Jesus’ saying about the camel and the needle is not an anti-wealth manifesto. It is a Gospel annunciation dressed in prophetic hyperbole. In the Second Temple world, where wealth could masquerade as a seal of divine approval, Jesus tears the mask and reveals the heart. Those who trust in riches cannot enter the Kingdom, not because God bars the way arbitrarily, but because their trust has bound them to another master. Entrance is humanly impossible. Then the Gospel resounds. God does the impossible. He frees captives from Mammon’s grip, reorients the heart toward heavenly treasure, and summons all, rich and poor, to follow Jesus.

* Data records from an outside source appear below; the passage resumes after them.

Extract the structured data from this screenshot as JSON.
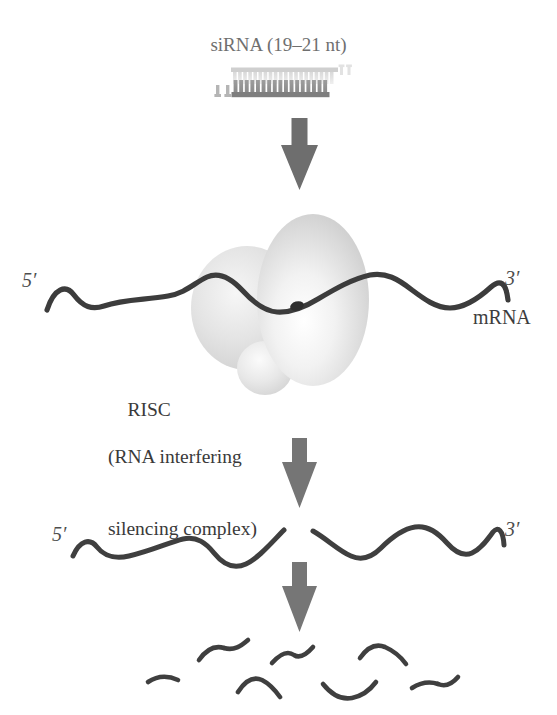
{
  "figure": {
    "title": "siRNA (19–21 nt)",
    "background_color": "#ffffff",
    "ink_color": "#3a3a3a",
    "arrow_color": "#6b6b6b",
    "strand_color": "#3c3c3c",
    "complex_color": "#d8d8d8"
  },
  "labels": {
    "sirna_title": "siRNA (19–21 nt)",
    "five_prime_top": "5′",
    "three_prime_top": "3′",
    "mrna": "mRNA",
    "risc_line1": "RISC",
    "risc_line2": "(RNA interfering",
    "risc_line3": "silencing complex)",
    "five_prime_mid": "5′",
    "three_prime_mid": "3′"
  },
  "stages": [
    {
      "name": "sirna-duplex",
      "description": "siRNA double-stranded ladder with 2-nt 3′ overhangs",
      "rungs": 21
    },
    {
      "name": "risc-loaded-mrna",
      "description": "RISC complex bound to mRNA target strand at cleavage site"
    },
    {
      "name": "cleaved-mrna",
      "description": "mRNA cut into two halves at the cleavage site"
    },
    {
      "name": "degraded-fragments",
      "description": "Short degraded mRNA fragments",
      "fragment_count": 9
    }
  ],
  "arrows": [
    {
      "name": "arrow-sirna-to-risc",
      "x": 299,
      "y_top": 118,
      "y_bottom": 190
    },
    {
      "name": "arrow-risc-to-cleavage",
      "x": 299,
      "y_top": 438,
      "y_bottom": 508
    },
    {
      "name": "arrow-cleavage-to-degradation",
      "x": 299,
      "y_top": 562,
      "y_bottom": 632
    }
  ]
}
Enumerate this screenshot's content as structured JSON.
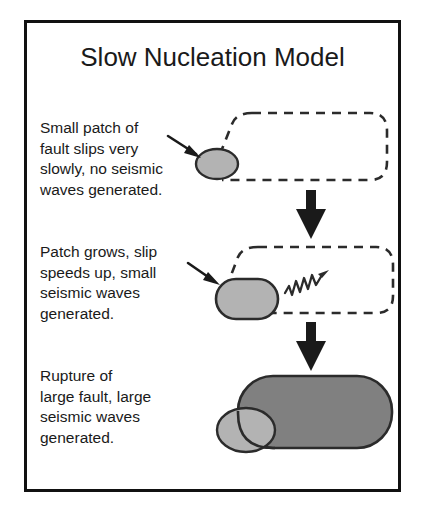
{
  "figure": {
    "title": "Slow Nucleation Model",
    "border_color": "#111111",
    "background_color": "#ffffff"
  },
  "colors": {
    "patch_light_gray": "#b3b3b3",
    "rupture_dark_gray": "#808080",
    "outline": "#2b2b2b",
    "arrow": "#1a1a1a",
    "text": "#1a1a1a"
  },
  "stages": [
    {
      "index": 1,
      "caption": "Small patch of\nfault slips very\nslowly, no seismic\nwaves generated.",
      "fault_box": {
        "style": "dashed",
        "label": "fault-outline-dashed"
      },
      "patch": {
        "label": "slipping-patch-small",
        "fill": "#b3b3b3"
      },
      "pointer": {
        "label": "pointer-arrow",
        "direction": "down-right"
      },
      "seismic_waves": false
    },
    {
      "index": 2,
      "caption": "Patch grows, slip\nspeeds up, small\nseismic waves\ngenerated.",
      "fault_box": {
        "style": "dashed",
        "label": "fault-outline-dashed"
      },
      "patch": {
        "label": "slipping-patch-medium",
        "fill": "#b3b3b3"
      },
      "pointer": {
        "label": "pointer-arrow",
        "direction": "down-right"
      },
      "seismic_waves": true,
      "wave_label": "seismic-wave-squiggle"
    },
    {
      "index": 3,
      "caption": "Rupture of\nlarge fault, large\nseismic waves\ngenerated.",
      "fault_box": {
        "style": "solid-filled",
        "label": "ruptured-fault-large",
        "fill": "#808080"
      },
      "patch": {
        "label": "slipping-patch-residual",
        "fill": "#b3b3b3"
      },
      "pointer": null,
      "seismic_waves": false
    }
  ],
  "flow_arrows": [
    {
      "label": "flow-arrow-stage1-to-stage2",
      "direction": "down"
    },
    {
      "label": "flow-arrow-stage2-to-stage3",
      "direction": "down"
    }
  ]
}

Therefore the Church must proclaim without embarrassment both sides of the saying. We must say with Jesus, “It is easier for a camel to go through the eye of a needle than for a rich person to enter the kingdom of God” (Mark 10:25, ESV). We must also say with Him, “With man this is impossible, but not with God. For all things are possible with God” (Mark 10:27, ESV). Held together, these sentences safeguard the Gospel against moralism and against presumption. They form repentant, generous disciples whose treasure is Christ.

To any reader troubled by this word, hear the blessing that frames the entire Sermon on the Mount: “Blessed are the poor in spirit, for theirs is the kingdom of heaven” (Matthew 5:3, ESV). Poverty of spirit is not a possession of the poor only. It is a miracle of grace that makes any sinner a child of God. In that miracle, the largest animal fits through the smallest aperture, not because the animal shrinks or the aperture widens, but because God does the impossible and brings the dead to life.

May the Church bear witness to this grace with lives of joyful simplicity, radical generosity, and unqualified obedience to the Lord Jesus Christ, for He alone is our treasure, our security, and our eternal life.